Posted on 01/17/2011 7:06:10 AM PST by JoeProBono
WASHINGTON, - Cultural observers say Washington is losing the Southern charm that once made the U.S. capital the crossroads of North and South.
A growing population of foreign immigrants and Yankees has gradually overtaken the Southern influence of the capital city, which actually sits just south of the Mason-Dixon Line.
"We put Washington and the northern part of Virginia in what we call the Midland, which also includes Philadelphia and Pittsburgh," said Sharon Ash, a university of Pennsylvania professor of linguistics who specializes in U.S. speech. "Migration patterns are changing things everywhere."
The Washington Post said Sunday that other experts consider Richmond to now be the border line between North and South.
The newspaper also noted that one visible sign of the demographic change is the virtual disappearance of businesses with the word "Dixie" in the name. Dixie Liquor in Georgetown, the Post noted, is the only such establishment left.
Didn’t JFK say that DC combined the best of Northern charm and Southern efficiency?
Heh...I go by that liquor store a couple times a week on my way to grad school classes. I never actually noticed the name.
It’s astonishing to hear an actual Virginia or Southern Maryland accent around here anymore.
I was born in DC, my grandfather was a DC Trolleyman, and my Mom had an authentic Southern Maryland accent (and one of my uncles had the same accent so thick he was incomprehensible - like Boomhauer on King of the Hill.)
Many people in the DC area are from NY, New England and Pennsylvania. When the jobs left these areas and there was no opportunity many people left for the DC area where there were plenty of high paying jobs. There are many people from West Virginia too.
Politicians allow illegal immigrants to to ignore the law and get very generous social services for themselves and their families. The DC area attracts many of them.
LLS
So we Yankees are classed alongside the illegals??? We aren't foreigners, for goodness sake!
Yes, JFK said that about D.C.
As a Hoosier transplant to the Northern Virginia suburbs, I maintain that the Old Dominion doesn't really start until you get south of the Rappahannock River.
In 1979, I went to DC to spend the summer. The day after I arrived, I realized I was in the South when I saw grits and scrapple on my breakfast plate.
In 2007, I returned to DC after many years. The restaurant where I had eaten grits and scrapple was gone, but not far away was a Chipotle Grill, part of a chain that specializes in Mexican cookery—a cuisine not to be found in DC in 1979.
When I attended President Reagan's inauguration in 1981, I stayed in a motel in Fredericksburg that was on a street named after Jefferson Davis. Driving around town, I saw a Bonnie Blue Flag flying in front of one house, so I figured I was in the real Virginia.
I ran into such an accent in Portsmouth, Va. about 15 years ago asking for directions at a gas station. Almost an accent you hear on those PBS programs set on an English country estate.
That looks yummy!
The Tidewater Virginia/Eastern North Carolina accent is easily the most pleasant and beautiful in the country.
As someone whose roots in Virginia go back to the seventeenth century, I’d almost agree with you. Once you get out in the backwoods of Maryland, you’re in the South again. In Virginia, the South starts south and east of Fredericksburg and to the west of Ashby’s Gap. If you can find Duke’s mayonnaise in the grocery stores, Confederate flags outside of the houses, and “I (heart) Blueticks” bumper stickers on the F-250s, you’re in the South.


Your job is to copy every line in the material containing the word "pixels".

Supplied data section start

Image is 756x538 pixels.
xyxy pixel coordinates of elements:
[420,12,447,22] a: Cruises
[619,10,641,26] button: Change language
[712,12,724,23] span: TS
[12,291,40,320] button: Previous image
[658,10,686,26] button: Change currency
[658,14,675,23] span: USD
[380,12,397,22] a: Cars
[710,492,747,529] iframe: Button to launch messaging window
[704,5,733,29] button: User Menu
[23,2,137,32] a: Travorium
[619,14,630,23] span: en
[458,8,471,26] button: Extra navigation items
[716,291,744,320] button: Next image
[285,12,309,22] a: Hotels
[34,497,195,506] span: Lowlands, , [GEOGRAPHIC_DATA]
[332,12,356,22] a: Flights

Supplied data section end
Supplied data section start

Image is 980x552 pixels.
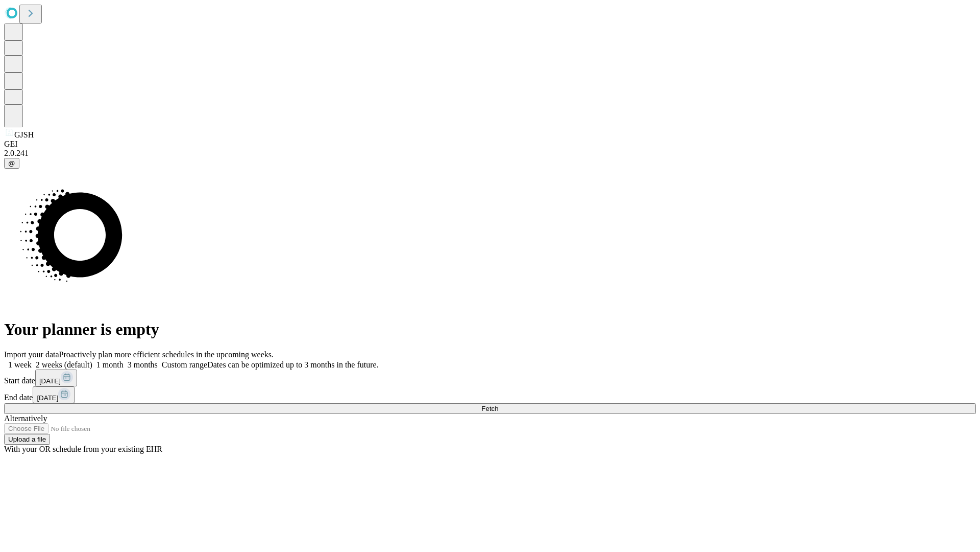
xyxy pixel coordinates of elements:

Supplied data section end
Supplied data section start

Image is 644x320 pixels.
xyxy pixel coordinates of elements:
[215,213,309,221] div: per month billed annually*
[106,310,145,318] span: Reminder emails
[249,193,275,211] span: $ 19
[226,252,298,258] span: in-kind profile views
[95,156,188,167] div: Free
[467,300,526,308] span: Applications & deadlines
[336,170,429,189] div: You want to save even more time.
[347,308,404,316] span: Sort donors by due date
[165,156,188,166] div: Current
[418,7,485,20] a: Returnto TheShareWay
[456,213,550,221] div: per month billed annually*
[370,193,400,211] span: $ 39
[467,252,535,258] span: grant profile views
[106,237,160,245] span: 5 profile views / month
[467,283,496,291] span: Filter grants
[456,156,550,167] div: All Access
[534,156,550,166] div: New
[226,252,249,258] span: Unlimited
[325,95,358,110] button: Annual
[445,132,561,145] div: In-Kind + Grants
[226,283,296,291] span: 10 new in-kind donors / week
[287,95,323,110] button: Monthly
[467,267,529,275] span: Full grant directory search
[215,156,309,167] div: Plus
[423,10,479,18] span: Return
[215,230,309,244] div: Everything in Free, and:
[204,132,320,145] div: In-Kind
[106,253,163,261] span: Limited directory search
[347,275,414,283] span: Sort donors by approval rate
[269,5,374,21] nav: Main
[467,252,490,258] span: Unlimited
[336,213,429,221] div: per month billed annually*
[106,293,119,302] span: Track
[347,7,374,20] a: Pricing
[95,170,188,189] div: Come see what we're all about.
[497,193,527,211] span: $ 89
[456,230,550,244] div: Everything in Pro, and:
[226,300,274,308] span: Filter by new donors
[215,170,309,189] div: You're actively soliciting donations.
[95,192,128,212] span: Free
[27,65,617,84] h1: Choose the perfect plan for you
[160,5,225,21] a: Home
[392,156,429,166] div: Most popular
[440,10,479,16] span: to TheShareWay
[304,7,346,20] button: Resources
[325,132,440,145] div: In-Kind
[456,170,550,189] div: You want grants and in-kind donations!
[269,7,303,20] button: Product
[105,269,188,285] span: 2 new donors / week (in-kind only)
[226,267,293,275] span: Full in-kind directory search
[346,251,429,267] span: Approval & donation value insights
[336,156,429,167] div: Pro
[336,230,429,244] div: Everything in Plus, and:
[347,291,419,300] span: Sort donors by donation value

Supplied data section end

» Finished task
Image is 756x538 pixels.
Image is 980x552 pixels.
Image is 644x320 pixels.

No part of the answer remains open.